_Activity_
Hand back the entries below exactly.

_Stored items_
* * * * *

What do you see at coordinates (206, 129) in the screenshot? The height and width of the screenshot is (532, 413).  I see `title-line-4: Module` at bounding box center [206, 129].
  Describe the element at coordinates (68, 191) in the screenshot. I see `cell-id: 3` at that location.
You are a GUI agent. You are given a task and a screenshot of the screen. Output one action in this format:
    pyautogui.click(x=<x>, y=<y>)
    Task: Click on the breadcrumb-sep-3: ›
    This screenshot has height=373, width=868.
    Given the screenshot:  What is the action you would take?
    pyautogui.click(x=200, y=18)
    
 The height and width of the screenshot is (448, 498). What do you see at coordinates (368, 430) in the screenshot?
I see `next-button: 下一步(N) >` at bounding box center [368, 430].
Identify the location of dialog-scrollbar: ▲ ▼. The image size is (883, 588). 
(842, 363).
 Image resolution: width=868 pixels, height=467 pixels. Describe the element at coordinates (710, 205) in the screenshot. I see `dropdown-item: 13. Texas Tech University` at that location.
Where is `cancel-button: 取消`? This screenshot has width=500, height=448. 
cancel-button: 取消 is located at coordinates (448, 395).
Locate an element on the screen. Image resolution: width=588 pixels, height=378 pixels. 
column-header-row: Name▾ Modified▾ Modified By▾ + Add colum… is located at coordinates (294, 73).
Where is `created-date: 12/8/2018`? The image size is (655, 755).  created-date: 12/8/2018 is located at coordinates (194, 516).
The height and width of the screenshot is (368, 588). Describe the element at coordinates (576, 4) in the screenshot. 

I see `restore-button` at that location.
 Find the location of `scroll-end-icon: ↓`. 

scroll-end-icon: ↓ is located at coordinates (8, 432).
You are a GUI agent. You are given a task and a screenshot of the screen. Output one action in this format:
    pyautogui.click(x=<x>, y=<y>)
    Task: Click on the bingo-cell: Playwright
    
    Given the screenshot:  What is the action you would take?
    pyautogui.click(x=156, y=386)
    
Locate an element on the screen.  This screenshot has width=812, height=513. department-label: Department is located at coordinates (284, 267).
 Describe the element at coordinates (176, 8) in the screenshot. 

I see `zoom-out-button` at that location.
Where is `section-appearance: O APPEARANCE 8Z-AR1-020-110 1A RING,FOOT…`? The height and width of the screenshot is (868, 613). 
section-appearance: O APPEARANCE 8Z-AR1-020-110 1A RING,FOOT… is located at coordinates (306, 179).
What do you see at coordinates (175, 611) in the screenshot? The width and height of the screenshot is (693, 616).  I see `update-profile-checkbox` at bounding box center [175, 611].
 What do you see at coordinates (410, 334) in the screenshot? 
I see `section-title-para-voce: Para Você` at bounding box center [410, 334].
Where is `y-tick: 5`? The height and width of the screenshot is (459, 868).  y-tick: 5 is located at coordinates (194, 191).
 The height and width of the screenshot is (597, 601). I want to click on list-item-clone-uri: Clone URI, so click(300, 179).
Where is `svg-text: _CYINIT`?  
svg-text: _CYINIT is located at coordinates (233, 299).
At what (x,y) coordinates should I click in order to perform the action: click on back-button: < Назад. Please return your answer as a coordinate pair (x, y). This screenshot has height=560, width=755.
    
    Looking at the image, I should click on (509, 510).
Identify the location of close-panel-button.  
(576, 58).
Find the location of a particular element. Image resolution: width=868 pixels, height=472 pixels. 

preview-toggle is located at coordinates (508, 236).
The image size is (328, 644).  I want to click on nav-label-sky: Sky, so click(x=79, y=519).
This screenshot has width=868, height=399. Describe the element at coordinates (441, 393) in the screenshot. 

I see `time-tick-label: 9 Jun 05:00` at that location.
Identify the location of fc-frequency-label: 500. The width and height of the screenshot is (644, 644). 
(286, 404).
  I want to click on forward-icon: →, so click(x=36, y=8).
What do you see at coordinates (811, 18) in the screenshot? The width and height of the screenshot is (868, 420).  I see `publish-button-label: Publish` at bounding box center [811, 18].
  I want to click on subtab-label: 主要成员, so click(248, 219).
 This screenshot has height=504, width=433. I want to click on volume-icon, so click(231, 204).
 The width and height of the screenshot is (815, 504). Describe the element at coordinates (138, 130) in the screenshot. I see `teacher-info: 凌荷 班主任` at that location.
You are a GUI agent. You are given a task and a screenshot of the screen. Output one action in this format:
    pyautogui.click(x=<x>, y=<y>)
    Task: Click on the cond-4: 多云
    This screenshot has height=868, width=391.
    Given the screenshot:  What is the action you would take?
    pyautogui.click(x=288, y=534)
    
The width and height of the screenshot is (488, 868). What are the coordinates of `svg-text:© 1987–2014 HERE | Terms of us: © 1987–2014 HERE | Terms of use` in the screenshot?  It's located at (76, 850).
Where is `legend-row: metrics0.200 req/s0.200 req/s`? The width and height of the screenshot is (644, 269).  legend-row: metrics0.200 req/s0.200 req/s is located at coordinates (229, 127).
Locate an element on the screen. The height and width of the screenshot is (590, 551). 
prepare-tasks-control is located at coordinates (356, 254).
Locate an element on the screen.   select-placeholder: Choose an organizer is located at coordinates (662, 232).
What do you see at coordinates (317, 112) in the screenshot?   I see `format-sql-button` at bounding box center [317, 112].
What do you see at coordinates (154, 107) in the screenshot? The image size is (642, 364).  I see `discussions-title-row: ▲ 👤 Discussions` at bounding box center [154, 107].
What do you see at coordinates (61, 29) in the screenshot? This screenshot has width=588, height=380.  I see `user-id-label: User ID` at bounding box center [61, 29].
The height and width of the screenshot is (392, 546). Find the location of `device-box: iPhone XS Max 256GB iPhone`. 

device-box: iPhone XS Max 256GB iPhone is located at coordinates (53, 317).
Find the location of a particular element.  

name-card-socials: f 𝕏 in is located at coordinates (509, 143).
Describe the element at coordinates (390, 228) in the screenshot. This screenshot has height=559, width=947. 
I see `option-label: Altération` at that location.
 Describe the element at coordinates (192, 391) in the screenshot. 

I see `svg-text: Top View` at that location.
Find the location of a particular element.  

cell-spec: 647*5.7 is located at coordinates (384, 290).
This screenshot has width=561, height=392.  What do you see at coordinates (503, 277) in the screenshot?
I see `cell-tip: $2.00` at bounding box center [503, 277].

* * * * *

_Solution to this problem_
What do you see at coordinates (206, 129) in the screenshot? The height and width of the screenshot is (532, 413).  I see `title-line-4: Module` at bounding box center [206, 129].
  Describe the element at coordinates (68, 191) in the screenshot. I see `cell-id: 3` at that location.
You are a GUI agent. You are given a task and a screenshot of the screen. Output one action in this format:
    pyautogui.click(x=<x>, y=<y>)
    Task: Click on the breadcrumb-sep-3: ›
    This screenshot has height=373, width=868.
    Given the screenshot:  What is the action you would take?
    pyautogui.click(x=200, y=18)
    
 The height and width of the screenshot is (448, 498). What do you see at coordinates (368, 430) in the screenshot?
I see `next-button: 下一步(N) >` at bounding box center [368, 430].
Identify the location of dialog-scrollbar: ▲ ▼. The image size is (883, 588). 
(842, 363).
 Image resolution: width=868 pixels, height=467 pixels. Describe the element at coordinates (710, 205) in the screenshot. I see `dropdown-item: 13. Texas Tech University` at that location.
Where is `cancel-button: 取消`? This screenshot has width=500, height=448. 
cancel-button: 取消 is located at coordinates (448, 395).
Locate an element on the screen. Image resolution: width=588 pixels, height=378 pixels. 
column-header-row: Name▾ Modified▾ Modified By▾ + Add colum… is located at coordinates (294, 73).
Where is `created-date: 12/8/2018`? The image size is (655, 755).  created-date: 12/8/2018 is located at coordinates (194, 516).
The height and width of the screenshot is (368, 588). Describe the element at coordinates (576, 4) in the screenshot. 

I see `restore-button` at that location.
 Find the location of `scroll-end-icon: ↓`. 

scroll-end-icon: ↓ is located at coordinates (8, 432).
You are a GUI agent. You are given a task and a screenshot of the screen. Output one action in this format:
    pyautogui.click(x=<x>, y=<y>)
    Task: Click on the bingo-cell: Playwright
    
    Given the screenshot:  What is the action you would take?
    pyautogui.click(x=156, y=386)
    
Locate an element on the screen.  This screenshot has width=812, height=513. department-label: Department is located at coordinates (284, 267).
 Describe the element at coordinates (176, 8) in the screenshot. 

I see `zoom-out-button` at that location.
Where is `section-appearance: O APPEARANCE 8Z-AR1-020-110 1A RING,FOOT…`? The height and width of the screenshot is (868, 613). 
section-appearance: O APPEARANCE 8Z-AR1-020-110 1A RING,FOOT… is located at coordinates (306, 179).
What do you see at coordinates (175, 611) in the screenshot? The width and height of the screenshot is (693, 616).  I see `update-profile-checkbox` at bounding box center [175, 611].
 What do you see at coordinates (410, 334) in the screenshot? 
I see `section-title-para-voce: Para Você` at bounding box center [410, 334].
Where is `y-tick: 5`? The height and width of the screenshot is (459, 868).  y-tick: 5 is located at coordinates (194, 191).
 The height and width of the screenshot is (597, 601). I want to click on list-item-clone-uri: Clone URI, so click(300, 179).
Where is `svg-text: _CYINIT`?  
svg-text: _CYINIT is located at coordinates (233, 299).
At what (x,y) coordinates should I click in order to perform the action: click on back-button: < Назад. Please return your answer as a coordinate pair (x, y). This screenshot has height=560, width=755.
    
    Looking at the image, I should click on (509, 510).
Identify the location of close-panel-button.  
(576, 58).
Find the location of a particular element. Image resolution: width=868 pixels, height=472 pixels. 

preview-toggle is located at coordinates (508, 236).
The image size is (328, 644).  I want to click on nav-label-sky: Sky, so click(x=79, y=519).
This screenshot has width=868, height=399. Describe the element at coordinates (441, 393) in the screenshot. 

I see `time-tick-label: 9 Jun 05:00` at that location.
Identify the location of fc-frequency-label: 500. The width and height of the screenshot is (644, 644). 
(286, 404).
  I want to click on forward-icon: →, so click(x=36, y=8).
What do you see at coordinates (811, 18) in the screenshot? The width and height of the screenshot is (868, 420).  I see `publish-button-label: Publish` at bounding box center [811, 18].
  I want to click on subtab-label: 主要成员, so click(248, 219).
 This screenshot has height=504, width=433. I want to click on volume-icon, so click(231, 204).
 The width and height of the screenshot is (815, 504). Describe the element at coordinates (138, 130) in the screenshot. I see `teacher-info: 凌荷 班主任` at that location.
You are a GUI agent. You are given a task and a screenshot of the screen. Output one action in this format:
    pyautogui.click(x=<x>, y=<y>)
    Task: Click on the cond-4: 多云
    This screenshot has height=868, width=391.
    Given the screenshot:  What is the action you would take?
    pyautogui.click(x=288, y=534)
    
The width and height of the screenshot is (488, 868). What are the coordinates of `svg-text:© 1987–2014 HERE | Terms of us: © 1987–2014 HERE | Terms of use` in the screenshot?  It's located at (76, 850).
Where is `legend-row: metrics0.200 req/s0.200 req/s`? The width and height of the screenshot is (644, 269).  legend-row: metrics0.200 req/s0.200 req/s is located at coordinates (229, 127).
Locate an element on the screen. The height and width of the screenshot is (590, 551). 
prepare-tasks-control is located at coordinates (356, 254).
Locate an element on the screen.   select-placeholder: Choose an organizer is located at coordinates (662, 232).
What do you see at coordinates (317, 112) in the screenshot?   I see `format-sql-button` at bounding box center [317, 112].
What do you see at coordinates (154, 107) in the screenshot? The image size is (642, 364).  I see `discussions-title-row: ▲ 👤 Discussions` at bounding box center [154, 107].
What do you see at coordinates (61, 29) in the screenshot? This screenshot has width=588, height=380.  I see `user-id-label: User ID` at bounding box center [61, 29].
The height and width of the screenshot is (392, 546). Find the location of `device-box: iPhone XS Max 256GB iPhone`. 

device-box: iPhone XS Max 256GB iPhone is located at coordinates (53, 317).
Find the location of a particular element.  

name-card-socials: f 𝕏 in is located at coordinates (509, 143).
Describe the element at coordinates (390, 228) in the screenshot. This screenshot has height=559, width=947. 
I see `option-label: Altération` at that location.
 Describe the element at coordinates (192, 391) in the screenshot. 

I see `svg-text: Top View` at that location.
Find the location of a particular element.  

cell-spec: 647*5.7 is located at coordinates (384, 290).
This screenshot has width=561, height=392.  What do you see at coordinates (503, 277) in the screenshot?
I see `cell-tip: $2.00` at bounding box center [503, 277].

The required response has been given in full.